HP Instant Ink charges by pages printed, not by ink used - so the maths only works if your plan matches how much you actually print.
HP Instant Ink is a subscription that replaces buying cartridges with a monthly fee based on how many pages you print, with cartridges shipped automatically before you run out. In the UK it's tiered by a monthly page allowance, and a colour photo counts the same as a page of black text. Whether it saves money depends almost entirely on matching the plan to your real printing volume and understanding the rollover and overage rules.
| What you're buying | Typical price | How HP Instant Ink compares |
|---|---|---|
| Free / occasional plan (small monthly pages) | £0 - low single-digit £ per month | Suits very light printers; overage pages cost extra once you exceed the allowance. |
| Light plan (modest monthly pages) | Roughly £2 - £4 per month | Good for a few documents a month; unused pages roll over up to a cap. |
| Moderate plan (mid monthly pages) | Around £4 - £8 per month | The common household tier; works out well if you print regularly in colour. |
| Frequent / heavy plan (high monthly pages) | Roughly £8 - £20+ per month | For high-volume or photo printing; cheaper per page than overage charges. |
| Extra (overage) pages | A set fee per block of additional pages | Triggered when you exceed your allowance and rollover - the main hidden cost. |
| Annual prepay option | Pay 12 months upfront | Sometimes discounted versus monthly; commits you for the year. |
Instant Ink bills a flat monthly fee tied to a page allowance rather than to ink volume, so a full-colour photo and a single line of black text both count as one page. Cartridges arrive automatically when sensors detect you're running low, and the cartridges themselves remain HP's property as part of the service.
Unused pages typically roll over into a reserve up to a capped limit, so an occasional light month banks pages for a busier one. Go beyond your allowance plus rollover, though, and you pay for extra pages in blocks - those overage charges are where a poorly matched plan starts to cost more than buying cartridges outright.
The subscription tends to win for people who print regularly, especially in colour or photos, because the per-page cost is low and ink never has to be bought separately. Heavy and frequent plans usually undercut the effective per-page cost of standard cartridges, and rollover smooths out uneven months.
It tends not to pay off for very light or unpredictable printers who would breach their allowance and rack up overage fees, or who print so little that even the cheapest plan exceeds what occasional cartridges would cost. If your printing is sporadic, a no-cost or minimal plan, or no subscription at all, can be cheaper.
Track your real monthly page count for a couple of months, then choose the smallest plan that covers your typical use, leaning on rollover for occasional spikes rather than paying for a heavy plan you rarely fill. Review the plan periodically and step down a tier if you're banking lots of unused pages.
If you also still buy standalone cartridges for a second printer, it's worth comparing cartridge prices across retailers too - FindPrices can show the same cartridge's price across UK sellers as you shop, which helps you judge whether the subscription genuinely beats buying ink yourself.
FindPrices compares the exact product across retailers while you shop, so you only pay full price when it really is the best price.
Compare Pricing Now - It's FreeYou pay a flat monthly fee for a page allowance, not for ink volume, and a colour photo counts the same as a page of text. Cartridges are shipped automatically before you run out, and unused pages usually roll over up to a cap.
It often is for regular and colour-heavy printers, where the per-page cost is low. For very light or unpredictable printing, occasional cartridges or a minimal plan can be cheaper, because overage fees can erode the saving.
Once you exceed your monthly allowance plus any rolled-over pages, you're charged for extra pages in set blocks. These overage charges are the main reason an under-sized plan ends up costing more than expected.
Yes, unused pages typically roll over into a reserve up to a capped limit, so a quiet month banks pages for a busier one. The cap means you can't accumulate them indefinitely, so a wildly oversized plan still wastes money.
Monthly plans can generally be cancelled or changed, though the supplied cartridges remain HP's property and printing may revert to standard cartridges afterwards. Check the current terms before relying on a cartridge after cancelling.
The one that most closely matches your real page count. The smallest plan that covers your typical printing, using rollover for spikes, usually delivers the lowest cost - over-buying a heavy plan you rarely fill wastes money.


EXERCISE GOAL: With the pictures left out, restate every entry word for word.

DATA IN THIS EXERCISE:
+++++

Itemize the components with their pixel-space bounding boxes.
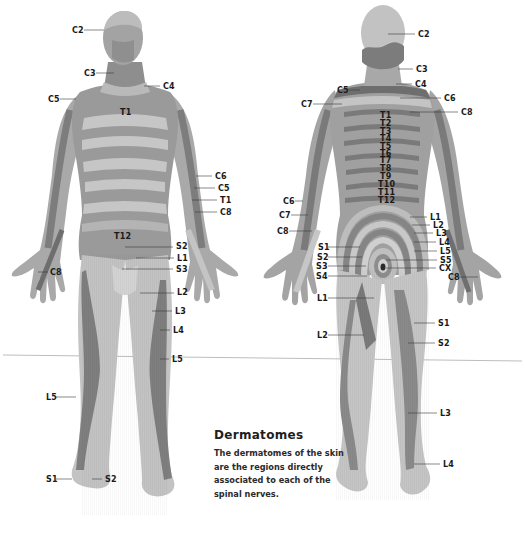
dermatome-label-front-c5: C5 — [48, 95, 60, 104]
dermatome-label-back-c3: C3 — [416, 65, 428, 74]
dermatome-label-front-s1: S1 — [46, 475, 58, 484]
dermatome-label-front-l4: L4 — [173, 326, 184, 335]
dermatome-label-front-c4: C4 — [163, 82, 175, 91]
dermatome-label-back-c7-arm: C7 — [279, 211, 291, 220]
dermatome-label-front-c8-arm: C8 — [220, 208, 232, 217]
dermatome-label-front-l3: L3 — [175, 307, 186, 316]
caption-description: The dermatomes of the skin are the regio… — [214, 447, 344, 501]
dermatome-label-back-l4-calf: L4 — [443, 460, 454, 469]
dermatome-label-back-s2: S2 — [317, 253, 329, 262]
dermatome-label-back-s1-thigh: S1 — [438, 319, 450, 328]
dermatome-label-front-c6-arm: C6 — [215, 172, 227, 181]
dermatome-label-back-t12: T12 — [378, 196, 395, 205]
dermatome-label-front-s2-foot: S2 — [105, 475, 117, 484]
dermatome-label-front-l2: L2 — [177, 288, 188, 297]
dermatome-label-back-c8-hand: C8 — [448, 273, 460, 282]
dermatome-label-back-c6: C6 — [444, 94, 456, 103]
dermatome-label-back-c7: C7 — [301, 100, 313, 109]
dermatome-label-front-l5-shin: L5 — [46, 393, 57, 402]
dermatome-label-back-l3-calf: L3 — [440, 409, 451, 418]
dermatome-label-front-c8-hand: C8 — [50, 268, 62, 277]
front-figure — [12, 11, 239, 515]
dermatome-diagram: C2 C3 C4 C5 T1 C6 C5 T1 C8 T12 S2 L1 C8 … — [0, 0, 525, 550]
dermatome-label-front-l1: L1 — [177, 254, 188, 263]
dermatome-label-front-l5-knee: L5 — [172, 355, 183, 364]
dermatome-label-back-s3: S3 — [316, 262, 328, 271]
dermatome-label-back-l5: L5 — [440, 247, 451, 256]
dermatome-label-back-c5: C5 — [337, 86, 349, 95]
dermatome-label-back-c8: C8 — [461, 108, 473, 117]
dermatome-label-back-c4: C4 — [415, 80, 427, 89]
dermatome-label-front-s2: S2 — [176, 242, 188, 251]
dermatome-label-back-cx: CX — [439, 264, 451, 273]
dermatome-label-front-c5-arm: C5 — [218, 184, 230, 193]
dermatome-label-back-l2-thigh: L2 — [317, 331, 328, 340]
dermatome-label-back-c6-arm: C6 — [283, 197, 295, 206]
dermatome-label-back-l1-thigh: L1 — [317, 294, 328, 303]
caption-box: Dermatomes The dermatomes of the skin ar… — [214, 428, 344, 501]
dermatome-label-front-s3: S3 — [176, 265, 188, 274]
back-figure — [264, 5, 502, 500]
dermatome-label-back-c2: C2 — [418, 30, 430, 39]
dermatome-label-back-l3: L3 — [436, 229, 447, 238]
dermatome-label-back-s4: S4 — [316, 272, 328, 281]
dermatome-label-front-c2: C2 — [72, 26, 84, 35]
caption-title: Dermatomes — [214, 428, 344, 442]
dermatome-label-back-s2-thigh: S2 — [438, 339, 450, 348]
dermatome-label-front-c3: C3 — [84, 69, 96, 78]
dermatome-label-back-s1: S1 — [318, 243, 330, 252]
dermatome-label-back-c8-arm: C8 — [277, 227, 289, 236]
dermatome-label-front-t12: T12 — [114, 232, 131, 241]
dermatome-label-front-t1-arm: T1 — [220, 196, 231, 205]
dermatome-label-front-t1: T1 — [120, 108, 131, 117]
dermatome-label-back-l4: L4 — [439, 238, 450, 247]
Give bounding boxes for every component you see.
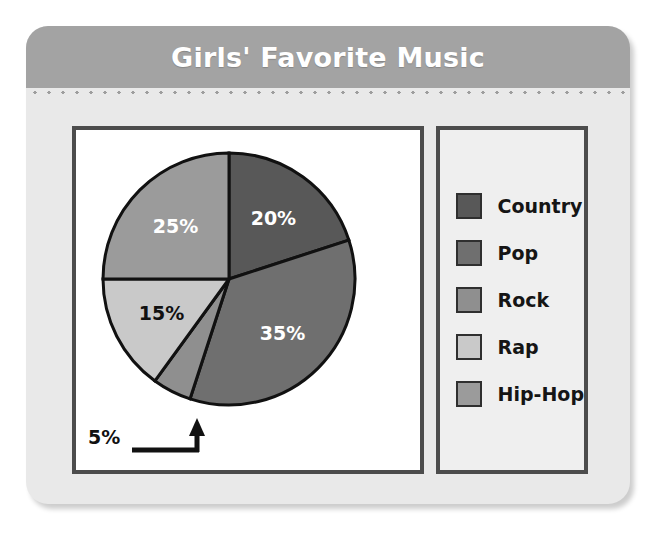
legend-panel: Country Pop Rock Rap Hip-Hop (436, 126, 588, 474)
legend-label: Hip-Hop (498, 383, 584, 405)
legend-item-rap[interactable]: Rap (456, 324, 584, 371)
legend-label: Pop (498, 242, 539, 264)
panels-container: 20%35%15%25% 5% Country (72, 126, 588, 474)
legend-item-hip-hop[interactable]: Hip-Hop (456, 371, 584, 418)
callout-leader-arrow-icon (86, 416, 286, 464)
pie-slice-label-pop: 35% (260, 322, 305, 344)
legend-item-pop[interactable]: Pop (456, 230, 584, 277)
dotted-divider-dots (26, 90, 630, 95)
legend-item-rock[interactable]: Rock (456, 277, 584, 324)
pie-slice-label-hip-hop: 25% (153, 215, 198, 237)
legend-label: Rock (498, 289, 550, 311)
chart-card: Girls' Favorite Music 20%35%15%25% 5% (26, 26, 630, 504)
card-header: Girls' Favorite Music (26, 26, 630, 88)
pie-chart-panel: 20%35%15%25% 5% (72, 126, 424, 474)
slice-callout-rock: 5% (86, 416, 286, 464)
dotted-divider (26, 88, 630, 97)
legend-label: Rap (498, 336, 539, 358)
page-title: Girls' Favorite Music (171, 42, 485, 73)
legend-label: Country (498, 195, 583, 217)
legend-item-country[interactable]: Country (456, 183, 584, 230)
legend-swatch-icon (456, 240, 482, 266)
pie-chart: 20%35%15%25% (98, 148, 360, 410)
screenshot-root: Girls' Favorite Music 20%35%15%25% 5% (0, 0, 654, 533)
pie-slice-label-rap: 15% (139, 302, 184, 324)
legend-swatch-icon (456, 334, 482, 360)
legend-swatch-icon (456, 193, 482, 219)
pie-chart-svg: 20%35%15%25% (98, 148, 360, 410)
legend-swatch-icon (456, 287, 482, 313)
pie-slice-label-country: 20% (251, 207, 296, 229)
legend-swatch-icon (456, 381, 482, 407)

+++++

YOUR RESPONSE:
Itemize the components with their pixel-space bounding boxes.
dermatome-label-front-c5: C5 — [48, 95, 60, 104]
dermatome-label-back-c3: C3 — [416, 65, 428, 74]
dermatome-label-front-s1: S1 — [46, 475, 58, 484]
dermatome-label-front-l4: L4 — [173, 326, 184, 335]
dermatome-label-front-c4: C4 — [163, 82, 175, 91]
dermatome-label-back-c7-arm: C7 — [279, 211, 291, 220]
dermatome-label-front-c8-arm: C8 — [220, 208, 232, 217]
dermatome-label-front-l3: L3 — [175, 307, 186, 316]
caption-description: The dermatomes of the skin are the regio… — [214, 447, 344, 501]
dermatome-label-back-l4-calf: L4 — [443, 460, 454, 469]
dermatome-label-back-s2: S2 — [317, 253, 329, 262]
dermatome-label-back-s1-thigh: S1 — [438, 319, 450, 328]
dermatome-label-front-c6-arm: C6 — [215, 172, 227, 181]
dermatome-label-back-t12: T12 — [378, 196, 395, 205]
dermatome-label-front-s2-foot: S2 — [105, 475, 117, 484]
dermatome-label-front-l2: L2 — [177, 288, 188, 297]
dermatome-label-back-c8-hand: C8 — [448, 273, 460, 282]
dermatome-label-back-c6: C6 — [444, 94, 456, 103]
dermatome-label-back-c7: C7 — [301, 100, 313, 109]
dermatome-label-front-l5-shin: L5 — [46, 393, 57, 402]
dermatome-label-back-l3-calf: L3 — [440, 409, 451, 418]
dermatome-label-front-c8-hand: C8 — [50, 268, 62, 277]
front-figure — [12, 11, 239, 515]
dermatome-diagram: C2 C3 C4 C5 T1 C6 C5 T1 C8 T12 S2 L1 C8 … — [0, 0, 525, 550]
dermatome-label-front-l1: L1 — [177, 254, 188, 263]
dermatome-label-front-l5-knee: L5 — [172, 355, 183, 364]
dermatome-label-back-s3: S3 — [316, 262, 328, 271]
dermatome-label-back-l5: L5 — [440, 247, 451, 256]
dermatome-label-back-c5: C5 — [337, 86, 349, 95]
dermatome-label-back-c8: C8 — [461, 108, 473, 117]
dermatome-label-back-c4: C4 — [415, 80, 427, 89]
dermatome-label-front-s2: S2 — [176, 242, 188, 251]
dermatome-label-back-cx: CX — [439, 264, 451, 273]
dermatome-label-front-c5-arm: C5 — [218, 184, 230, 193]
dermatome-label-back-l2-thigh: L2 — [317, 331, 328, 340]
dermatome-label-back-c6-arm: C6 — [283, 197, 295, 206]
dermatome-label-back-l1-thigh: L1 — [317, 294, 328, 303]
caption-box: Dermatomes The dermatomes of the skin ar… — [214, 428, 344, 501]
dermatome-label-front-s3: S3 — [176, 265, 188, 274]
back-figure — [264, 5, 502, 500]
dermatome-label-back-c2: C2 — [418, 30, 430, 39]
dermatome-label-back-l3: L3 — [436, 229, 447, 238]
dermatome-label-back-s4: S4 — [316, 272, 328, 281]
dermatome-label-front-c2: C2 — [72, 26, 84, 35]
caption-title: Dermatomes — [214, 428, 344, 442]
dermatome-label-back-s2-thigh: S2 — [438, 339, 450, 348]
dermatome-label-front-c3: C3 — [84, 69, 96, 78]
dermatome-label-back-s1: S1 — [318, 243, 330, 252]
dermatome-label-back-c8-arm: C8 — [277, 227, 289, 236]
dermatome-label-front-t12: T12 — [114, 232, 131, 241]
dermatome-label-front-t1-arm: T1 — [220, 196, 231, 205]
dermatome-label-front-t1: T1 — [120, 108, 131, 117]
dermatome-label-back-l4: L4 — [439, 238, 450, 247]
Give bounding boxes for every component you see.
legend-panel: Country Pop Rock Rap Hip-Hop (436, 126, 588, 474)
legend-label: Hip-Hop (498, 383, 584, 405)
legend-item-rap[interactable]: Rap (456, 324, 584, 371)
legend-label: Pop (498, 242, 539, 264)
panels-container: 20%35%15%25% 5% Country (72, 126, 588, 474)
legend-item-hip-hop[interactable]: Hip-Hop (456, 371, 584, 418)
callout-leader-arrow-icon (86, 416, 286, 464)
pie-slice-label-pop: 35% (260, 322, 305, 344)
legend-item-pop[interactable]: Pop (456, 230, 584, 277)
dotted-divider-dots (26, 90, 630, 95)
legend-item-rock[interactable]: Rock (456, 277, 584, 324)
pie-slice-label-hip-hop: 25% (153, 215, 198, 237)
legend-label: Rock (498, 289, 550, 311)
chart-card: Girls' Favorite Music 20%35%15%25% 5% (26, 26, 630, 504)
card-header: Girls' Favorite Music (26, 26, 630, 88)
pie-chart-panel: 20%35%15%25% 5% (72, 126, 424, 474)
slice-callout-rock: 5% (86, 416, 286, 464)
dotted-divider (26, 88, 630, 97)
legend-label: Rap (498, 336, 539, 358)
page-title: Girls' Favorite Music (171, 42, 485, 73)
legend-label: Country (498, 195, 583, 217)
legend-item-country[interactable]: Country (456, 183, 584, 230)
legend-swatch-icon (456, 240, 482, 266)
pie-chart: 20%35%15%25% (98, 148, 360, 410)
screenshot-root: Girls' Favorite Music 20%35%15%25% 5% (0, 0, 654, 533)
pie-slice-label-rap: 15% (139, 302, 184, 324)
legend-swatch-icon (456, 334, 482, 360)
legend-swatch-icon (456, 193, 482, 219)
pie-chart-svg: 20%35%15%25% (98, 148, 360, 410)
legend-swatch-icon (456, 287, 482, 313)
pie-slice-label-country: 20% (251, 207, 296, 229)
legend-swatch-icon (456, 381, 482, 407)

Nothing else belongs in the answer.